Sunday, October 13, 2013

A simple way to display a long-waiting servlet

I came across a situation that I needed to write a servlet which ran some SQL statements, got some data from web services, compiled all the data in a XML files, and transferred files from one place to another, and finally update the status and others back to database.  All actions had to be done in one-pass, and it was invoked by end-user through a web page.

It's a pretty typical scenario that one needs to have a servlet running and show the messages like "please wait", "do not interrupt", "transaction in process", etc.  How to do it ? The trick is that the servlet itself does not show that message, it's the DIV layer in the parent page.

(1) Create a page in JSP, servlet, or html which contains a DIV with known ID (loader) and has an animated gif (/images/ajax-loader.gif) in it. You can generate one of this image from this link or this link.

(2) Write your long-running servlet (LongServlet), and register it in the web xml. This servlet writes a Javascript block at the end that will hide the DIV block in the parent page.

(3) Put the servlet as a iFrame in the html created in (1).
So, when the parent page is landed, it shows the DIV layer with the animated gif and message which says something is running. The iframe, which is indeed the servlet, keep running for a while but it is not visible until it is done. When the servlet process stops, the Javascript will hide the parent DIV layer and content of the servlet will be shown. You can put a link in the servlet likes
<a href="#" onclick="top.window.location.href='yourURL';">Click here to proceed</a>
and it will allow user to quit the page after the process has finished.

Example code for long-running servlet
public class LongServlet extends HttpServlet {
  public void init(ServletConfig config) throws ServletException {
    super.init(config);
    ....
  }
  public void doGet(HttpServletRequest request, HttpServletResponse response) 
     throws ServletException, IOException {

     PrintWriter out = response.getWriter();
     response.setContentType("text/html; charset=UTF-8");
     response.setHeader("Cache-Control","no-cache"); //HTTP 1.1
     response.setHeader("Pragma","no-cache"); //HTTP 1.0
     response.setDateHeader ("Expires", 0); //prevents caching at the proxy server
     out.println("<html><head/><body bgcolor='Azure' text='LightSlateGray'>");
     out.println("Start running process...<br/>");
     .... 
     out.println("Process done.");
     out.println("<script type='text/javascript'>" +
               "window.parent.document.getElementById('loader').style.visibility='hidden';" +
                  "</script>");
     out.println("</body></html>"); 
  }
}

Example html page which hold the servlet as iframe
<html>
<head>
  <title>Fetch Summary</title>
  <meta http-equiv="Content-Type" content="text/html; charset=utf-8" />
  <meta http-equiv="Pragma" content="no-cache" /><meta http-equiv="Expires" content="-1" /><meta http-equiv="Cache-Control" content="no-cache" />
  <style type="text/css">
  #loader { background:url(/images/ajax-loader.gif) no-repeat center center; height:66px; width:66px; top: 300px; left: 200px;}
  #header { font-size:14px;color:brown;font-weight:bold;}
  </style>
</html>
<body>
<div id="loader"></div>
<div id="header">Running something long and big, please wait...</div>
<iframe src="/servlets/LongServlet" height="600" width="500" scrolling="yes" frameborder="1"></iframe>
</body>
</html>

1 comment :

Anonymous said...

You solved my problem! thank you so much! very good and easy solution!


▶ [What is being asked]: Find the string "name" in the data, and copy out each line that has it.

Recorded data:
──────────

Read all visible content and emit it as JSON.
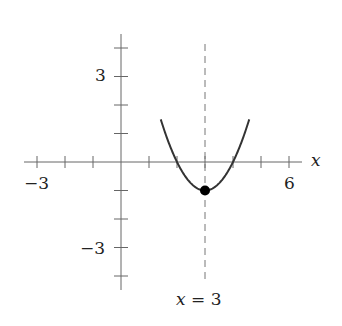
{
  "chart_data": {
    "type": "line",
    "title": "",
    "function": "f(x) = (x - 3)^2 - 1",
    "xlabel": "x",
    "ylabel": "",
    "xlim": [
      -3.4,
      6.5
    ],
    "ylim": [
      -4.5,
      4.5
    ],
    "x_ticks": [
      -3,
      -2,
      -1,
      0,
      1,
      2,
      3,
      4,
      5,
      6
    ],
    "y_ticks": [
      -4,
      -3,
      -2,
      -1,
      1,
      2,
      3,
      4
    ],
    "x_tick_labels": [
      {
        "value": -3,
        "label": "−3"
      },
      {
        "value": 6,
        "label": "6"
      }
    ],
    "y_tick_labels": [
      {
        "value": 3,
        "label": "3"
      },
      {
        "value": -3,
        "label": "−3"
      }
    ],
    "grid": false,
    "series": [
      {
        "name": "parabola",
        "x": [
          1.4,
          1.5,
          2,
          2.5,
          3,
          3.5,
          4,
          4.5,
          4.6
        ],
        "y": [
          1.56,
          1.25,
          0,
          -0.75,
          -1,
          -0.75,
          0,
          1.25,
          1.56
        ]
      }
    ],
    "vertex": {
      "x": 3,
      "y": -1
    },
    "axis_of_symmetry": {
      "x": 3,
      "label": "x = 3",
      "style": "dashed"
    },
    "annotations": [
      "x = 3"
    ]
  },
  "labels": {
    "x_axis": "x",
    "x_neg": "−3",
    "x_pos": "6",
    "y_pos": "3",
    "y_neg": "−3",
    "symmetry_lhs": "x",
    "symmetry_rhs": " = 3"
  }
}
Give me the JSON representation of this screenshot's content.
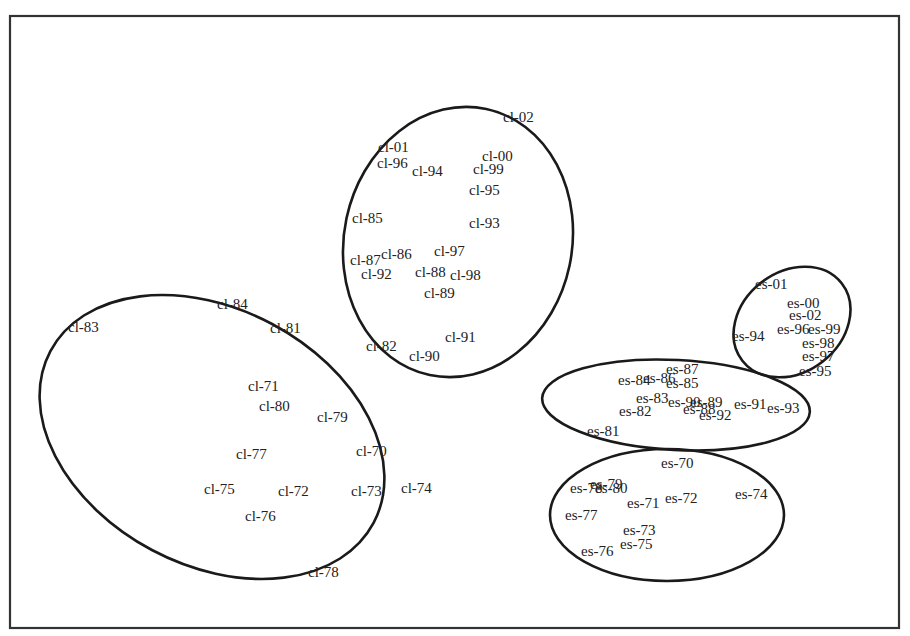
{
  "chart_data": {
    "type": "scatter",
    "title": "",
    "xlabel": "",
    "ylabel": "",
    "grid": false,
    "legend": null,
    "axes_visible": false,
    "frame": {
      "x": 10,
      "y": 16,
      "width": 889,
      "height": 612
    },
    "points": [
      {
        "label": "cl-02",
        "x": 503,
        "y": 122,
        "group": "cl-recent"
      },
      {
        "label": "cl-01",
        "x": 378,
        "y": 152,
        "group": "cl-recent"
      },
      {
        "label": "cl-96",
        "x": 377,
        "y": 168,
        "group": "cl-recent"
      },
      {
        "label": "cl-94",
        "x": 412,
        "y": 176,
        "group": "cl-recent"
      },
      {
        "label": "cl-00",
        "x": 482,
        "y": 161,
        "group": "cl-recent"
      },
      {
        "label": "cl-99",
        "x": 473,
        "y": 174,
        "group": "cl-recent"
      },
      {
        "label": "cl-95",
        "x": 469,
        "y": 195,
        "group": "cl-recent"
      },
      {
        "label": "cl-85",
        "x": 352,
        "y": 223,
        "group": "cl-recent"
      },
      {
        "label": "cl-93",
        "x": 469,
        "y": 228,
        "group": "cl-recent"
      },
      {
        "label": "cl-87",
        "x": 350,
        "y": 265,
        "group": "cl-recent"
      },
      {
        "label": "cl-86",
        "x": 381,
        "y": 259,
        "group": "cl-recent"
      },
      {
        "label": "cl-97",
        "x": 434,
        "y": 256,
        "group": "cl-recent"
      },
      {
        "label": "cl-92",
        "x": 361,
        "y": 279,
        "group": "cl-recent"
      },
      {
        "label": "cl-88",
        "x": 415,
        "y": 277,
        "group": "cl-recent"
      },
      {
        "label": "cl-98",
        "x": 450,
        "y": 280,
        "group": "cl-recent"
      },
      {
        "label": "cl-89",
        "x": 424,
        "y": 298,
        "group": "cl-recent"
      },
      {
        "label": "cl-82",
        "x": 366,
        "y": 351,
        "group": "cl-recent"
      },
      {
        "label": "cl-91",
        "x": 445,
        "y": 342,
        "group": "cl-recent"
      },
      {
        "label": "cl-90",
        "x": 409,
        "y": 361,
        "group": "cl-recent"
      },
      {
        "label": "cl-83",
        "x": 68,
        "y": 332,
        "group": "cl-early"
      },
      {
        "label": "cl-84",
        "x": 217,
        "y": 309,
        "group": "cl-early"
      },
      {
        "label": "cl-81",
        "x": 270,
        "y": 333,
        "group": "cl-early"
      },
      {
        "label": "cl-71",
        "x": 248,
        "y": 391,
        "group": "cl-early"
      },
      {
        "label": "cl-80",
        "x": 259,
        "y": 411,
        "group": "cl-early"
      },
      {
        "label": "cl-79",
        "x": 317,
        "y": 422,
        "group": "cl-early"
      },
      {
        "label": "cl-77",
        "x": 236,
        "y": 459,
        "group": "cl-early"
      },
      {
        "label": "cl-70",
        "x": 356,
        "y": 456,
        "group": "cl-early"
      },
      {
        "label": "cl-75",
        "x": 204,
        "y": 494,
        "group": "cl-early"
      },
      {
        "label": "cl-72",
        "x": 278,
        "y": 496,
        "group": "cl-early"
      },
      {
        "label": "cl-73",
        "x": 351,
        "y": 496,
        "group": "cl-early"
      },
      {
        "label": "cl-74",
        "x": 401,
        "y": 493,
        "group": "cl-early"
      },
      {
        "label": "cl-76",
        "x": 245,
        "y": 521,
        "group": "cl-early"
      },
      {
        "label": "cl-78",
        "x": 308,
        "y": 577,
        "group": "cl-early"
      },
      {
        "label": "es-01",
        "x": 755,
        "y": 289,
        "group": "es-recent"
      },
      {
        "label": "es-00",
        "x": 787,
        "y": 308,
        "group": "es-recent"
      },
      {
        "label": "es-02",
        "x": 789,
        "y": 320,
        "group": "es-recent"
      },
      {
        "label": "es-96",
        "x": 777,
        "y": 334,
        "group": "es-recent"
      },
      {
        "label": "es-99",
        "x": 808,
        "y": 334,
        "group": "es-recent"
      },
      {
        "label": "es-94",
        "x": 732,
        "y": 341,
        "group": "es-recent"
      },
      {
        "label": "es-98",
        "x": 802,
        "y": 348,
        "group": "es-recent"
      },
      {
        "label": "es-97",
        "x": 802,
        "y": 361,
        "group": "es-recent"
      },
      {
        "label": "es-95",
        "x": 799,
        "y": 376,
        "group": "es-recent"
      },
      {
        "label": "es-87",
        "x": 666,
        "y": 374,
        "group": "es-middle"
      },
      {
        "label": "es-84",
        "x": 618,
        "y": 385,
        "group": "es-middle"
      },
      {
        "label": "es-86",
        "x": 643,
        "y": 383,
        "group": "es-middle"
      },
      {
        "label": "es-85",
        "x": 666,
        "y": 388,
        "group": "es-middle"
      },
      {
        "label": "es-83",
        "x": 636,
        "y": 403,
        "group": "es-middle"
      },
      {
        "label": "es-90",
        "x": 668,
        "y": 407,
        "group": "es-middle"
      },
      {
        "label": "es-89",
        "x": 690,
        "y": 407,
        "group": "es-middle"
      },
      {
        "label": "es-82",
        "x": 619,
        "y": 416,
        "group": "es-middle"
      },
      {
        "label": "es-88",
        "x": 683,
        "y": 414,
        "group": "es-middle"
      },
      {
        "label": "es-92",
        "x": 699,
        "y": 420,
        "group": "es-middle"
      },
      {
        "label": "es-91",
        "x": 734,
        "y": 409,
        "group": "es-middle"
      },
      {
        "label": "es-93",
        "x": 767,
        "y": 413,
        "group": "es-middle"
      },
      {
        "label": "es-81",
        "x": 587,
        "y": 436,
        "group": "es-middle"
      },
      {
        "label": "es-70",
        "x": 661,
        "y": 468,
        "group": "es-early"
      },
      {
        "label": "es-78",
        "x": 570,
        "y": 493,
        "group": "es-early"
      },
      {
        "label": "es-79",
        "x": 590,
        "y": 489,
        "group": "es-early"
      },
      {
        "label": "es-80",
        "x": 595,
        "y": 493,
        "group": "es-early"
      },
      {
        "label": "es-71",
        "x": 627,
        "y": 508,
        "group": "es-early"
      },
      {
        "label": "es-72",
        "x": 665,
        "y": 503,
        "group": "es-early"
      },
      {
        "label": "es-74",
        "x": 735,
        "y": 499,
        "group": "es-early"
      },
      {
        "label": "es-77",
        "x": 565,
        "y": 520,
        "group": "es-early"
      },
      {
        "label": "es-73",
        "x": 623,
        "y": 535,
        "group": "es-early"
      },
      {
        "label": "es-75",
        "x": 620,
        "y": 549,
        "group": "es-early"
      },
      {
        "label": "es-76",
        "x": 581,
        "y": 556,
        "group": "es-early"
      }
    ],
    "clusters": [
      {
        "name": "cl-recent",
        "cx": 458,
        "cy": 242,
        "rx": 114,
        "ry": 136,
        "rotate": 12
      },
      {
        "name": "cl-early",
        "cx": 212,
        "cy": 437,
        "rx": 183,
        "ry": 128,
        "rotate": 28
      },
      {
        "name": "es-recent",
        "cx": 792,
        "cy": 322,
        "rx": 63,
        "ry": 50,
        "rotate": -38
      },
      {
        "name": "es-middle",
        "cx": 676,
        "cy": 405,
        "rx": 134,
        "ry": 45,
        "rotate": 3
      },
      {
        "name": "es-early",
        "cx": 667,
        "cy": 515,
        "rx": 117,
        "ry": 66,
        "rotate": 0
      }
    ]
  }
}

──────────

▶ [Answer space]:
        "name": "parabola",
        "name": "cl-recent",
        "name": "cl-early",
        "name": "es-recent",
        "name": "es-middle",
        "name": "es-early",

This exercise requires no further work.